Sun May 26: 7 (intro and Q & A); Wed May 29: 2

CALIGULA
(courtesy of General Media Entertainment, Inc.)
Bob Guccione and Tinto Brass, U.S., 1979, 156m
Bob Guccione's version of the life of the mad emperor is one of the more notorious artifacts of the 70s. With help from Gore Vidal and — unbelievably — an uncredited "treatment" from Roberto Rossellini, Guccione and his director Tinto Brass fashioned a pageant of excess that was perfectly in keeping with the times.
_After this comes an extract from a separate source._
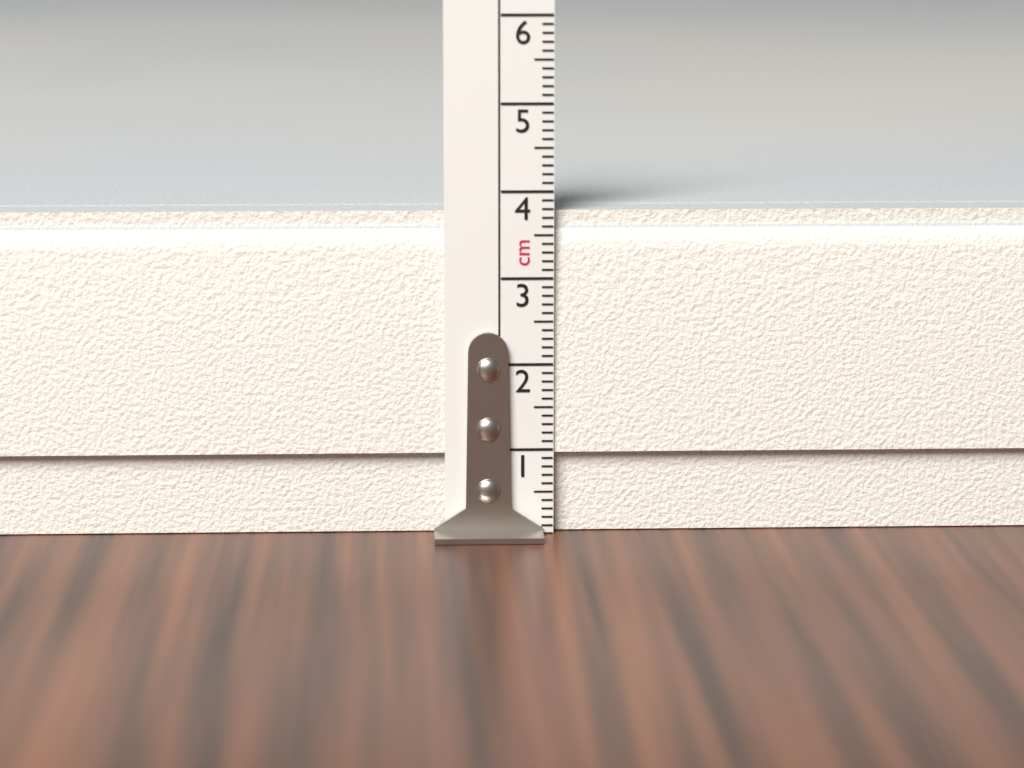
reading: 3.8 cm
But somewhere amidst all the visual clutter (Guccione himself did some "additional photography," no doubt on the sexual detail added after the stars were long gone) there's a serious portrait of decadence and the abuses of power that come with it, and it's McDowell, as Caligula himself, who carries the film with his crafty, willful ways, as well as a satyr's sexuality. Leaping like Nijinski, flinging verbal abuse or seductive glances, he is a one-man Roman carnival. With the ever-beautiful Helen Mirren as Caesonia, Peter O' Toole having a loungefest as Tiberius, and John Gielgud gracefully collecting a paycheck as Nerva.
Mon May 27: 8

BRITTANIA HOSPITAL
(Excellent 35mm print)
Lindsay Anderson, U.K., 1982; 115m
A savage and subversive comedy about England, depicted as a hospital in shambles, BRITTANIA was meant (according to Anderson's diary) as "a cautionary word to the human species." With a brilliant cast comprised of Anderson's informal repertory company of actor-friends, it featured Leonard Rossiter as a venal union official, Graham Crowden as a mad scientist, and Malcolm McDowell as the inquiring photojournalist who falls into his clutches. Other members of the cast in this Brechtian extravaganza include Alan Bates, Joan Plowright and Jill Bennett. As hospital staff and labor officials await the visit of "HRS" (the Queen Mother) to inaugurate the celebration of a new wing, a strike is threatened and protestors storm the gates. The release of the film coincided with Margaret Thatcher ordering an army to the Falkland Islands as a diversion from labor troubles, massive unemployment, and riots in the North. Naturally, the film was condemned for hitting the bull's-eye. Its stylized camera work and editing reflect the director's overall design, immeasurably aided by the contribution of his favorite cameraman, Mike Fash. Andrzej Wajda admired BRITTANIA as "the best Polish film I've seen in a long time."